As someone who meticulously prepares travel times – making sure to allow extra time for the very possible and unforeseen delays of the Melbourne public transport system, seriously miscalculating how long it takes to catch a tram from one place to another – having to rush from work to Melbourne Town Hall for the Wheeler Centre‘s inaugural public event “A Gala Night of Storytelling” was weighing heavily on my nerves. Luckily, I not only was let off from work fifteen minutes early but the public transport gods conspired to make my tram ride a speedy sojourn, with the added bonus of having only one drunken tourist starting a slurring imitation of conversation with me, and I arrived at the corner of Swanston and Collins with ten minutes to spare.

The ten minutes giving me ample time to continue walking up Collins to join the end of the swarming queue of literati, the bespectacled, the well-read, and, let’s be perfectly honest here, the really really ridiculously good looking. The line thankfully moved quickly, abuzz with anticipation, and shuffled eagerly into the hallowed halls. Welcoming comments and introductions from the Wheeler Centre director, government Arts ministers and indigenous leaders were succinct, encouraging, and inspiring.

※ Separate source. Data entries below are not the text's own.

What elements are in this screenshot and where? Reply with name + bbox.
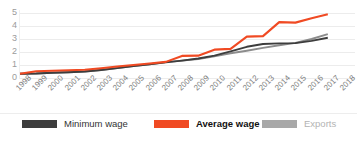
legend-label-average-wage: Average wage [196, 118, 260, 129]
legend-swatch-minimum-wage [22, 120, 57, 128]
chart-legend: Minimum wage Average wage Exports [0, 113, 357, 142]
series-line-minimum-wage [20, 38, 328, 74]
legend-label-minimum-wage: Minimum wage [64, 118, 128, 129]
legend-swatch-exports [262, 120, 297, 128]
line-chart: 012345 199819992000200120022003200420052… [0, 0, 357, 142]
legend-swatch-average-wage [154, 120, 189, 128]
x-axis-labels: 1998199920002001200220032004200520062007… [0, 80, 357, 110]
series-line-exports [20, 34, 328, 74]
legend-divider [0, 113, 357, 114]
legend-label-exports: Exports [304, 118, 336, 129]
legend-item-average-wage[interactable]: Average wage [154, 118, 260, 129]
legend-item-exports[interactable]: Exports [262, 118, 336, 129]
legend-item-minimum-wage[interactable]: Minimum wage [22, 118, 128, 129]
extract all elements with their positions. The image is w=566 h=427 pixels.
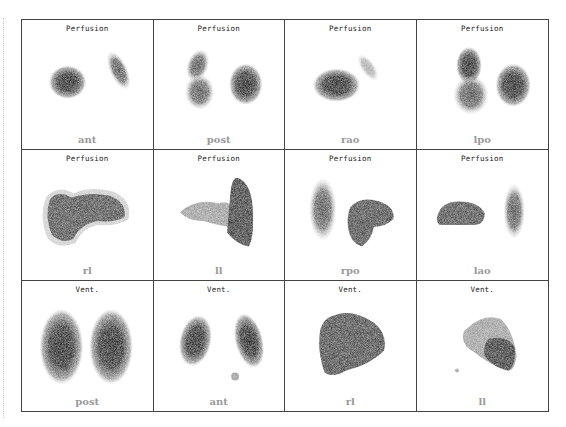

Then, the main acts, a veritable who’s who of Australian literature and culture: Chloe Hooper, Paul Kelly, Cate Kennedy, Judith Lucy, Shane Maloney, David Malouf, John Marsden, Alex Miller, John Safran, Christos Tsiolkas, Tara June Winch, Alexis Wright; each of them offering a short story from their own lives, based largely on their families and the wisdom passed down generations. The tone varied from the gut-bustingly hilarious and flattering (to paraphrase Shane Maloney, “if the roof caved in now, the average Australian I.Q. score would instantly drop by twenty points.”) to the poignant and poetic; the best combining both. I don’t think a single person was unaffected by Paul Kelly’s amazing rendition of “South of Germany”, made all the more moving after hearing the family legend that inspired it.

Despite the massive crowd, the stories mostly felt intimately personal, as though being told over a coffee or two. The variety of voices made me appreciate the distinct sounds and nuances of the Australian accent, and the range of experiences and stories we all have to offer each other. Inspired to seek out the written stories from the voices I’d sat and listened to all evening, as I made my way home through a rougher suburb of Melbourne – its reputation much, much worse than its actual bite – I listened closely to the voices around me and the stories they told, a reminder that there is just as much quality storytelling available in our daily lives, through families and friends, or drunks on the bus, as in the pages of books.

The Wheeler Centre’s launch event was a roaring success, and it was more than worth the five dollar student concession ticket price just to hear famed Australian young adult author John Marsden drop the magical phrase “mad cunt.”